Me Vs GOD
- OpenDoors Lucknow
- May 10, 2022
- 4 min read
As disciples of Jesus, learning how to follow in His steps, one of the most difficult things to live out in our daily experience are the words “Your will be done”. Yes, we sing it, say it in our prayers, even writ it - but living it out? That’s where or resolve Is tested, often rattled and at times, to put it gently, even crumbles.
We see this kind of a life modelled in our saviour. Who in his life chose to say and do only what he felt the Father wanted him to. ANd even in his death, when the weight of the price he was about to pay began to bear on him and the physical, emotional, mental and spiritual pain he was going to endure was imminent, he prayed those well-known words:
“Father, if you are willing, take this cup from me; yet not my will, but yours be done.
(Luke 22:42)
That is absolute surrender. Deferring one’s plans, purposes, desires, preferences, will to the Father in the face of suffering, pain, uncertainty and even death. Absolute obedience requires absolute surrender. TThis prayer was a precursor to everything Jesus was able to do in obeying the Father and going to cross to die in our place so that we can live for Him.
This kind of surrender flies in the face of the our culture with its cynicism towards all authority figures, our me-first culture that borders on narcissism, and the unending pursuit of the highs that come from fulfilling every desire - be it the power of position, the lust for more and everything that money can buy and even the pleasures of the sex-crazed environment we live in.
“You do you, forget about everyone else.” “If it feels good, do it, especially f it doesn’t hurt anybody” We are constantly wanting to define right and wrong for ourselves and change the results. But the reality is, that is a game that has been played right from teh beginning by humans and the result is always the same - alienation - from oneself, those closest to us and most importantly God himself.
The truth is, we are called as followers of Jesus to align our lives to His will be not try to align his will to our’s. That’s tough. I feel like I know that more than anyone, because I feel the tension daily between wanting to do things my way versus doing things God’s way.
The only adequate response to what God has done for us in Christ, is to go beyond gratitude. But gratitude that expresses itself in obedience to Christ. Otherwise, we are just offering lip service to God and walking away from everything he died to give us. When we think of the mercy and grace of God, gratitude quite naturally wells up within us. When we think of how he took us in when we were strangers and even enemies. When he chose to love us beyond our sin, our filth, our mess and dysfunction and pour out his presence on us. When he chose include us in His family where we now can say we are his children, forgiven, free, made righteous and we belong to Him not because of what he has done, but because of His great love for us. When we take that in, Paul reminds us that the most adequate response is to offer our bodies as a living sacrifice to Him (Romans 12:2) - Set apart for his purposes. “This” he says, “is your spiritual worship”. Imagine that spirituality is not devoid of physical expressions of surrender but it is a pet of it. Offering our bodies, choosing to live for God - is a spiritual act of worship.
This kind of worship begins with these words, “Yet not my will, but your will be done”. When I’m with my family and I’m tempted to withdraw, or live for myself, or lash out - I want to say “Yet not my will, but your’s..” When I’m at my workplace and I’m tempted but to slack off, backbite, slander, compromise - I want to say, “Yet not my will, but yours..” When I’m by myself and I’m along with my thoughts and I’m tempted to think of people in ways that are evil - I want to say those words. When I’m tempted to take revenge, hold grudges, manipulate, cheat or steal - those are the words I want to say.
What am I really saying when I say those words? This is what I’m trying to tell God when I say, “Yet not my will, but your’s be done.”
You are wiser and stronger than me. Your vision is greater than mine.
You are Lord and God, I am not.
I defer what I feel like choosing, what I prefer right now, to what you want for me.
I see the here and now, but you see the eternal.
My life is not my own. But it is yours. It’s all yours.
I trust you enough to know that even if my life is on the line, I will always be in our hands.
This week, how can we truly obey God? How do we truly surrender? How do we move from a Me-centered to a God-Centered way of living? Let’s find ourselves on our knees as Jesus did in the Garden and let’s echo the words he prayed there.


Assignment: The listing is to be duplicated in full, exactly as written.

The input:
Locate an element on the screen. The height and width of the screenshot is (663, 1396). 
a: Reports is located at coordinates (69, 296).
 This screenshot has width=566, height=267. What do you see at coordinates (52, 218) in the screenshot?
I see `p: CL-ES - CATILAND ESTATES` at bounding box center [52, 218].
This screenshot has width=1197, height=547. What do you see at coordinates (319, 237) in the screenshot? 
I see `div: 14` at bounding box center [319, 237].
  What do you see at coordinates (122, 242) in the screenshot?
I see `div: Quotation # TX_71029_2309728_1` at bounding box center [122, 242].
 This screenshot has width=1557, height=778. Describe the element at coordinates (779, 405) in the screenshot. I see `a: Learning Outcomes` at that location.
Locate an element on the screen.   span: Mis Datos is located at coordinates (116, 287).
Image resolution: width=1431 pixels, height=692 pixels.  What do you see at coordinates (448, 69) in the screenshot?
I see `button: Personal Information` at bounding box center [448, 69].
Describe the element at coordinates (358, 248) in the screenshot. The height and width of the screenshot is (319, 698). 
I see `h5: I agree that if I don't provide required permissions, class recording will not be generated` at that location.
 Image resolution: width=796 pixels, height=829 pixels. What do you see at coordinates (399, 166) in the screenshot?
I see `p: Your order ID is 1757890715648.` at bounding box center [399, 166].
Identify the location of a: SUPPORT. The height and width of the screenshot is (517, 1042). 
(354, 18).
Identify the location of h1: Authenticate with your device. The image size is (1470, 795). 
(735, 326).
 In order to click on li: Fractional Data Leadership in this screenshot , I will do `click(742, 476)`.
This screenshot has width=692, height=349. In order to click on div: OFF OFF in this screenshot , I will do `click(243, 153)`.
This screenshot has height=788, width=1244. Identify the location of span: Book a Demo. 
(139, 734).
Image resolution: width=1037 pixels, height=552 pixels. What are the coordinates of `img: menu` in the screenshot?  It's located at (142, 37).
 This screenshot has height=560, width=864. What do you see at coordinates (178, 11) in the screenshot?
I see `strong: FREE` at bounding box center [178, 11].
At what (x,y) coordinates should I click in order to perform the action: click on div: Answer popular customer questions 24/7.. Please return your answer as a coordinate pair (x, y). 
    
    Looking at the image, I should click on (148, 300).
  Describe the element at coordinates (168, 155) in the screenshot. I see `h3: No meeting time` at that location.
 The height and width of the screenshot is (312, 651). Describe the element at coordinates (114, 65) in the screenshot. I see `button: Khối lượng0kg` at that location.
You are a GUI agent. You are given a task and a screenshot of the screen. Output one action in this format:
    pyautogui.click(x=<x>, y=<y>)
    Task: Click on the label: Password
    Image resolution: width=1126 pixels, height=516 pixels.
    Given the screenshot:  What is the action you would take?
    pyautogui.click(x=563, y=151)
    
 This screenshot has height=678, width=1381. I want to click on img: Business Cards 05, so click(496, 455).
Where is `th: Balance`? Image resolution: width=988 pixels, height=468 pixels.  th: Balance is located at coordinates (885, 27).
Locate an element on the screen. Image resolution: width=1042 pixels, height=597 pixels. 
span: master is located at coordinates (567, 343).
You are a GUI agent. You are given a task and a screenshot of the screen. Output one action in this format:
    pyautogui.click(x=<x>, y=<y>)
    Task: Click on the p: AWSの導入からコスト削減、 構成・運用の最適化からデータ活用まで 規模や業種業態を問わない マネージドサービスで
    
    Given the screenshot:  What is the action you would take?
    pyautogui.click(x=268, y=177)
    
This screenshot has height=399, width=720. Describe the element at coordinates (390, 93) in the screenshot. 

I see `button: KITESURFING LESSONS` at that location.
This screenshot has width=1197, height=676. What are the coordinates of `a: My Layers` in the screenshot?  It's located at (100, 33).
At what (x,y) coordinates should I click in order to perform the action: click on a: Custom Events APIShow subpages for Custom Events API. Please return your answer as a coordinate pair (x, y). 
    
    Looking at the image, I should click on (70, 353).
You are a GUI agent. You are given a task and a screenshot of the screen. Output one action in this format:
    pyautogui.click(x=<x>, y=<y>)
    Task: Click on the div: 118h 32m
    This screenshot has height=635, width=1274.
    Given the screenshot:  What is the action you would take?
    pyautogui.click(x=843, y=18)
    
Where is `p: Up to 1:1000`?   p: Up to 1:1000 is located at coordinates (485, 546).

Task result:
Locate an element on the screen. The height and width of the screenshot is (663, 1396). 
a: Reports is located at coordinates (69, 296).
 This screenshot has width=566, height=267. What do you see at coordinates (52, 218) in the screenshot?
I see `p: CL-ES - CATILAND ESTATES` at bounding box center [52, 218].
This screenshot has width=1197, height=547. What do you see at coordinates (319, 237) in the screenshot? 
I see `div: 14` at bounding box center [319, 237].
  What do you see at coordinates (122, 242) in the screenshot?
I see `div: Quotation # TX_71029_2309728_1` at bounding box center [122, 242].
 This screenshot has width=1557, height=778. Describe the element at coordinates (779, 405) in the screenshot. I see `a: Learning Outcomes` at that location.
Locate an element on the screen.   span: Mis Datos is located at coordinates (116, 287).
Image resolution: width=1431 pixels, height=692 pixels.  What do you see at coordinates (448, 69) in the screenshot?
I see `button: Personal Information` at bounding box center [448, 69].
Describe the element at coordinates (358, 248) in the screenshot. The height and width of the screenshot is (319, 698). 
I see `h5: I agree that if I don't provide required permissions, class recording will not be generated` at that location.
 Image resolution: width=796 pixels, height=829 pixels. What do you see at coordinates (399, 166) in the screenshot?
I see `p: Your order ID is 1757890715648.` at bounding box center [399, 166].
Identify the location of a: SUPPORT. The height and width of the screenshot is (517, 1042). 
(354, 18).
Identify the location of h1: Authenticate with your device. The image size is (1470, 795). 
(735, 326).
 In order to click on li: Fractional Data Leadership in this screenshot , I will do `click(742, 476)`.
This screenshot has width=692, height=349. In order to click on div: OFF OFF in this screenshot , I will do `click(243, 153)`.
This screenshot has height=788, width=1244. Identify the location of span: Book a Demo. 
(139, 734).
Image resolution: width=1037 pixels, height=552 pixels. What are the coordinates of `img: menu` in the screenshot?  It's located at (142, 37).
 This screenshot has height=560, width=864. What do you see at coordinates (178, 11) in the screenshot?
I see `strong: FREE` at bounding box center [178, 11].
At what (x,y) coordinates should I click in order to perform the action: click on div: Answer popular customer questions 24/7.. Please return your answer as a coordinate pair (x, y). 
    
    Looking at the image, I should click on (148, 300).
  Describe the element at coordinates (168, 155) in the screenshot. I see `h3: No meeting time` at that location.
 The height and width of the screenshot is (312, 651). Describe the element at coordinates (114, 65) in the screenshot. I see `button: Khối lượng0kg` at that location.
You are a GUI agent. You are given a task and a screenshot of the screen. Output one action in this format:
    pyautogui.click(x=<x>, y=<y>)
    Task: Click on the label: Password
    Image resolution: width=1126 pixels, height=516 pixels.
    Given the screenshot:  What is the action you would take?
    pyautogui.click(x=563, y=151)
    
 This screenshot has height=678, width=1381. I want to click on img: Business Cards 05, so click(496, 455).
Where is `th: Balance`? Image resolution: width=988 pixels, height=468 pixels.  th: Balance is located at coordinates (885, 27).
Locate an element on the screen. Image resolution: width=1042 pixels, height=597 pixels. 
span: master is located at coordinates (567, 343).
You are a GUI agent. You are given a task and a screenshot of the screen. Output one action in this format:
    pyautogui.click(x=<x>, y=<y>)
    Task: Click on the p: AWSの導入からコスト削減、 構成・運用の最適化からデータ活用まで 規模や業種業態を問わない マネージドサービスで
    
    Given the screenshot:  What is the action you would take?
    pyautogui.click(x=268, y=177)
    
This screenshot has height=399, width=720. Describe the element at coordinates (390, 93) in the screenshot. 

I see `button: KITESURFING LESSONS` at that location.
This screenshot has width=1197, height=676. What are the coordinates of `a: My Layers` in the screenshot?  It's located at (100, 33).
At what (x,y) coordinates should I click in order to perform the action: click on a: Custom Events APIShow subpages for Custom Events API. Please return your answer as a coordinate pair (x, y). 
    
    Looking at the image, I should click on (70, 353).
You are a GUI agent. You are given a task and a screenshot of the screen. Output one action in this format:
    pyautogui.click(x=<x>, y=<y>)
    Task: Click on the div: 118h 32m
    This screenshot has height=635, width=1274.
    Given the screenshot:  What is the action you would take?
    pyautogui.click(x=843, y=18)
    
Where is `p: Up to 1:1000`?   p: Up to 1:1000 is located at coordinates (485, 546).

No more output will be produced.